Blink security cameras are an affordable home security camera system. Although they lack a formal public API, inventive devs have reverse-engineered their private API to allow for better integration.

Here we’ll use AWS IOT Core, Lambda and node-blink-security to arm and disarm Blink security cameras using an AWS IOT Button.

Activating Your IOT Button

The IOT Button must be configured to your account, which includes joining it to your wifi access point, and installing the client certificates.

The easiest way to perform activation is by using the AWS IOT Button App for Android or IOS. Complete instructions are found on the AWS Docs

Creating Your Lambda function

You can re-use the AWS iot-button-email lambda template which will help you bind your lambda function to your own iot button. We will later modify the code with custom code to integrate blink.

Be sure to use the node-6 runtime

At this point you should be able to send test emails by clicking your IOT button.

Although the lambda code is minimal, it requires node dependencies. The complete deploy package can be found at the iot-button-blink-alarm repo

Make sure to modify lambda/gulpfile.js to use the name of your lambda function.

$ export AWS_SECRET_ACCESS_KEY=xxxxxx AWS_ACCESS_KEY_ID=xxxxxx
$ cd lambda
$ yarn --prod
$ mkdir dist
$ cp -R index.js node_modules dist
$ yarn
$ yarn run deploy-lambda

At this point you can view your lambda function in the console to see the updated code & node_modules.

Instead of storing your username and password on lambda, we’ll obtain an auth-token and store it as an environment variable.
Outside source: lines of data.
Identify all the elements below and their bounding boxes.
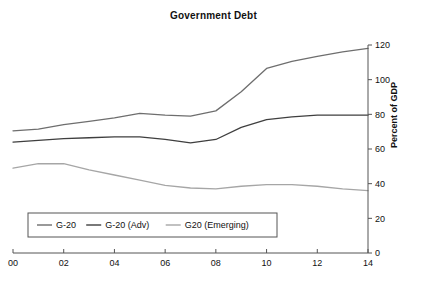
y-tick-label: 40 xyxy=(375,179,385,189)
series-line-0 xyxy=(13,48,368,130)
legend-label-0: G-20 xyxy=(56,220,76,230)
series-group xyxy=(13,48,368,190)
legend-label-2: G20 (Emerging) xyxy=(185,220,249,230)
x-tick-label: 06 xyxy=(160,258,170,268)
chart-legend: G-20G-20 (Adv)G20 (Emerging) xyxy=(28,213,277,237)
chart-container: Government Debt 020406080100120000204060… xyxy=(0,0,427,288)
x-tick-label: 08 xyxy=(211,258,221,268)
y-tick-label: 120 xyxy=(375,40,390,50)
y-tick-label: 80 xyxy=(375,110,385,120)
series-line-2 xyxy=(13,164,368,191)
y-tick-label: 100 xyxy=(375,75,390,85)
x-tick-label: 02 xyxy=(59,258,69,268)
x-tick-label: 12 xyxy=(312,258,322,268)
chart-plot-area: 0204060801001200002040608101214 G-20G-20… xyxy=(0,0,427,288)
x-tick-label: 10 xyxy=(262,258,272,268)
y-tick-label: 20 xyxy=(375,214,385,224)
x-tick-label: 00 xyxy=(8,258,18,268)
y-tick-label: 0 xyxy=(375,248,380,258)
series-line-1 xyxy=(13,115,368,143)
x-tick-label: 04 xyxy=(109,258,119,268)
legend-label-1: G-20 (Adv) xyxy=(105,220,149,230)
x-tick-label: 14 xyxy=(363,258,373,268)
y-tick-label: 60 xyxy=(375,144,385,154)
$ export BLINK_USERNAME=xxxxx BLINK_PASSWORD=xxxxx
$ bash curl/blink_login.sh
# {"authtoken":{"authtoken":"XXXXXOOOOOO","message":"auth"},"networks":{"100000":{"name":"TEST","onboarded":true}},"region":{"rest.prod":"United States"}

Now log into the lambda console & set these 3 environment variables according to the response from blink_login.sh

  • BLINK_AUTH_TOKEN=XXXXX0000000
  • BLINK_NETWORK_ID=100000
  • BLINK_REGION_ID=rest.prod

Testing the IOT Button

At this point the button should be set up to arm your system with a SINGLE click and disarm with a DOUBLE click. Test the button while watching the cloudwatch log stream to verify the success.

Testing Locally With Docker (optional)

To simplify the testing process, you can use docker with the lambci/lambda image to test locally before deploying.

$ docker run --env-file=.env -v "$PWD":/var/task lambci/lambda:nodejs6.10 \
index.handler '{"clickType":"DOUBLE"}'

Although there are quite a few steps, in the end you’ll not only have a button you can use to arm your Blink security system, but you’ll have learned all of the steps required to integrate any iot device into a custom lambda function.

This could be extended to manage switches, sensors and more.